Just as electric utilities’ infrastructure is coming under greater scrutiny amid recent wildfires across the state, aging natural gas infrastructure has been a concern in recent years following catastrophic failures. Five years before the Alison Canyon gas leak released up to 109,000 metric tons of methane, forcing thousands of people living nearby to be relocated, a natural gas pipeline explosion killed eight people in San Bruno.
“Because of the San Bruno explosion, and then the Aliso Canyon leak, and other issues and [the] liability of energy in southern California in particular, it’s becoming evident that we need to really heavily invest in the natural gas pipeline system in order just to maintain safety and reliability,” said Bryan Early, the California Energy Commission’s chief of staff.
“At the same time, there is a relatively convincing argument being made that that gas pipeline system is probably incongruous with the state achieving its climate goals, and so we are going to have to reconcile those two.”

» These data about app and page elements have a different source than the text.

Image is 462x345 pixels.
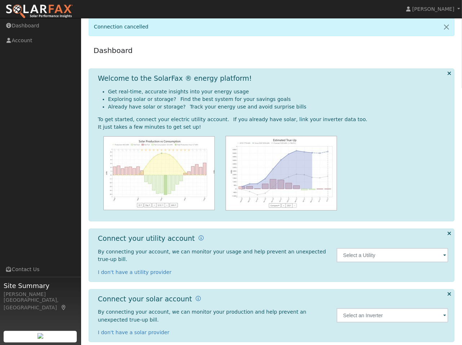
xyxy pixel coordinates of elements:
img: SolarFax [5,4,73,19]
div: Connection cancelled [89,18,455,36]
li: Already have solar or storage? Track your energy use and avoid surprise bills [108,103,449,111]
span: Site Summary [4,281,77,291]
h1: Connect your solar account [98,295,192,303]
span: [PERSON_NAME] [413,6,455,12]
img: retrieve [38,333,43,339]
input: Select a Utility [337,248,449,263]
div: [PERSON_NAME] [4,291,77,298]
a: Close [439,18,454,36]
a: Map [61,305,67,311]
a: Dashboard [94,46,133,55]
div: [GEOGRAPHIC_DATA], [GEOGRAPHIC_DATA] [4,296,77,312]
div: It just takes a few minutes to get set up! [98,123,449,131]
a: I don't have a solar provider [98,330,170,335]
li: Exploring solar or storage? Find the best system for your savings goals [108,96,449,103]
a: I don't have a utility provider [98,269,172,275]
span: By connecting your account, we can monitor your production and help prevent an unexpected true-up... [98,309,307,322]
li: Get real-time, accurate insights into your energy usage [108,88,449,96]
input: Select an Inverter [337,308,449,323]
h1: Welcome to the SolarFax ® energy platform! [98,74,252,83]
span: By connecting your account, we can monitor your usage and help prevent an unexpected true-up bill. [98,249,326,262]
div: To get started, connect your electric utility account. If you already have solar, link your inver... [98,116,449,123]
h1: Connect your utility account [98,234,195,243]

For some cities, the decision has already been made.
“We have to move to cleaner sources of energy if we are going to have the emissions reductions that we want to reach,” said Ken Davies, deputy director of Climate Smart San José, a climate initiative of the city’s environmental services department. “There is really no other choice.”
San Jose currently gets more than 80 percent of its electricity from clean energy sources, Davies said. A pending ban on natural gas in new low-rise buildings could take effect as soon as January. “It makes sense right now to move away from a fossil fuel,” he said.